Todd Carter
Todd Carter

Reputation: 899

Using IOC To Configure Unit and Integration Tests

I have a unit test project which uses Ninject to mock the database repositories. I would like to use these same tests as integration tests and use Ninject to bind my real database repositories back into their respective implementations so as to test/stress the application into the DB.

Is there a way to do this with Visual Studio 2012 or is there another test framework, other than MSTest, which allows for this type of configuration?

I would really hate to rewrite/copy these unit tests into an integration test project but I suspect I could copy the files in as links and have a single test file compiled into two projects (Unit and Integration).

Thanks Todd

Upvotes: 0

Views: 384

Answers (2)

Low Flying Pelican
Low Flying Pelican

Reputation: 6054

With Nunit you can do this with TestCase,

say you need to use the unit and unit/integration test using CustomerRepository and OrderRepository,

[TestFixture]
public class TestCustomerRepository
{
    IKernel _unit;
    Ikernel _integration;

    [SetUp]
    public void Setup()
    {
       //setup both kernels
    }

    [TestCase("Unit")]
    [TestCase("Integration")]
    public void DoTest(String type)
    {
        var custRepo = GetRepo<ICustomerRepository>(type);
        var orderRepo = GetRepo<IOrderRepository>(type);
        //do the test here
    }

    protected T GetRepo<T>(String type)
    {
        if (type.Equals("Unit"))
        {
            return _unit.Get<T>();
        }
        return _integration.Get<T>();
    }
}

This is the basic idea.

Upvotes: 0

Steven
Steven

Reputation: 172676

Your requirements sound really odd to me. The difference between a unit test and an integration test is much bigger than just connecting to a database or not. An integration test either has a much bigger scope, or tests if components communicate correctly. When you write a unit test, the scope of such a unit is normally small (one class/component with all dependencies mocked out), which means there is no need for using a DI container.

Let me put it differently. When the tests are exactly the same, why are you interested to do the same test with and without the database. Just leave the database in and just test that. Besides these tests, you can add 'real' unit tests, that have a much smaller scope.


Activity:
Among the entries below, find each line holding "note" and return it.

(Items listed in a dataset)
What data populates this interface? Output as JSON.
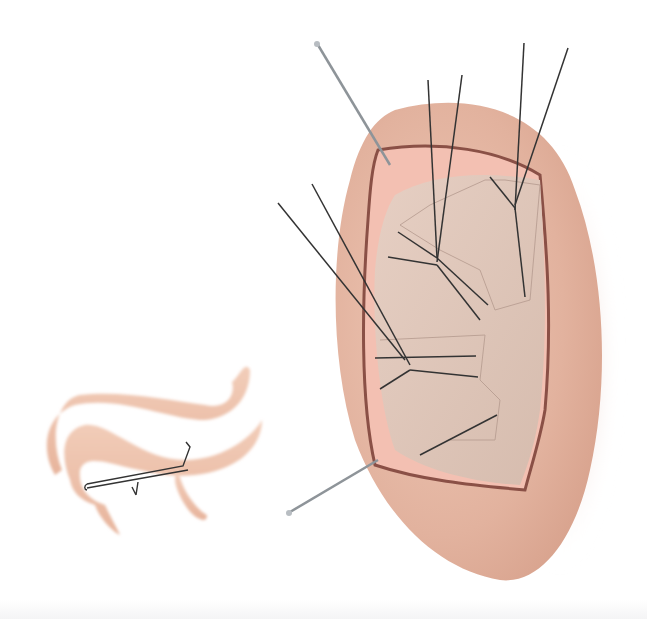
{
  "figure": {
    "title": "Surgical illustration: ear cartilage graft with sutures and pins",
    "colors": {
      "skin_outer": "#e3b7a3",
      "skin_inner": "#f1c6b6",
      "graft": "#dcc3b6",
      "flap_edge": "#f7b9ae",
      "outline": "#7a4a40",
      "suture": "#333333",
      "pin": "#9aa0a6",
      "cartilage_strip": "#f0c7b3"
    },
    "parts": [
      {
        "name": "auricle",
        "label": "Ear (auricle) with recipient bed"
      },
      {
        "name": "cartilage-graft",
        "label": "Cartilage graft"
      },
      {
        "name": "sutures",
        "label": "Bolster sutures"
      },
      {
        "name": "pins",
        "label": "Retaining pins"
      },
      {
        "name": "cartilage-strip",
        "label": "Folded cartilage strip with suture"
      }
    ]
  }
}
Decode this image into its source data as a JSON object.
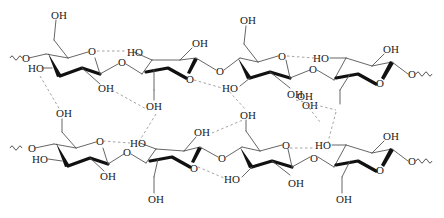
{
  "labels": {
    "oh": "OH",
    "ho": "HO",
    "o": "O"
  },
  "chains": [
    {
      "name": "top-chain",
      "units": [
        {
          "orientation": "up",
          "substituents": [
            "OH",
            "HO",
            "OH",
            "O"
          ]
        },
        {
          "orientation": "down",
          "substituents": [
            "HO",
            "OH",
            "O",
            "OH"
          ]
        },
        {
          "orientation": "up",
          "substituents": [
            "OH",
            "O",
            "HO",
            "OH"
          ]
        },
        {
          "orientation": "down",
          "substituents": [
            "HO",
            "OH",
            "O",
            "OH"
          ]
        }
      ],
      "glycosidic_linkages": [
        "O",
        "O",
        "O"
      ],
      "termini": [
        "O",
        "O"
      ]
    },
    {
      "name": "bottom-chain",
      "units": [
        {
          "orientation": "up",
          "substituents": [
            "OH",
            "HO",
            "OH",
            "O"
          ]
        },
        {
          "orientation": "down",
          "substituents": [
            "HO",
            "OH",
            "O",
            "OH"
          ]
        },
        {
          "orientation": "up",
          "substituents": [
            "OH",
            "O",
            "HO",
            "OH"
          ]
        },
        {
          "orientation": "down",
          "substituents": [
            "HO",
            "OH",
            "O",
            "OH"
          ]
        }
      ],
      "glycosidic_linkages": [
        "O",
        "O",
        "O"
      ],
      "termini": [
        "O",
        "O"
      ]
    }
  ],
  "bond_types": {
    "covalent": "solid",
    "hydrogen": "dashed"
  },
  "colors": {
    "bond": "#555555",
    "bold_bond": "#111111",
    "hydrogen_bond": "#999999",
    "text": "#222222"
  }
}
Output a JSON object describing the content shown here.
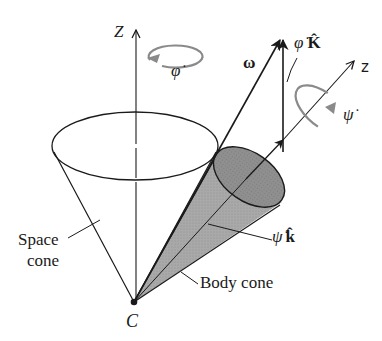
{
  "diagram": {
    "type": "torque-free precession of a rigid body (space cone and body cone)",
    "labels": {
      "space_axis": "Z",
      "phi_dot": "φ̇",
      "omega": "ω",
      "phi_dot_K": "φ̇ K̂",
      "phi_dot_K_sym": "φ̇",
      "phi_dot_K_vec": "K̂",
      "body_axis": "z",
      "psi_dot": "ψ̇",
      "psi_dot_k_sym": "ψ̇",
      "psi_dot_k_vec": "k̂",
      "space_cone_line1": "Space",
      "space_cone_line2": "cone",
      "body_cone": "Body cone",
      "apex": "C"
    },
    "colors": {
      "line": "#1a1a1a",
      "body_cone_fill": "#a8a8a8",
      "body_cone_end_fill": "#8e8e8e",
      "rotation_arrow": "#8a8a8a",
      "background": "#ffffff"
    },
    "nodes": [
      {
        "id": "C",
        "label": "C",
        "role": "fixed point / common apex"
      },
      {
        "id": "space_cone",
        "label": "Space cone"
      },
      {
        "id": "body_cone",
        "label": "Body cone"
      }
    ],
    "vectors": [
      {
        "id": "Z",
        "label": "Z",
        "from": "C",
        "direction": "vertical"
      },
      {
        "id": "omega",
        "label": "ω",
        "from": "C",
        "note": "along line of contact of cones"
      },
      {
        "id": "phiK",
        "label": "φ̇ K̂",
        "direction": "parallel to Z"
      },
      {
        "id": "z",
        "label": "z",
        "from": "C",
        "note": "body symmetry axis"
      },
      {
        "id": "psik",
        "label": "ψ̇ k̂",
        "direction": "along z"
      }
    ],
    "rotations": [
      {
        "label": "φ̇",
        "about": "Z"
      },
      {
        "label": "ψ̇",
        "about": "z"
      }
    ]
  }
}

Response for this exercise:
        "note": "along line of contact of cones"
        "note": "body symmetry axis"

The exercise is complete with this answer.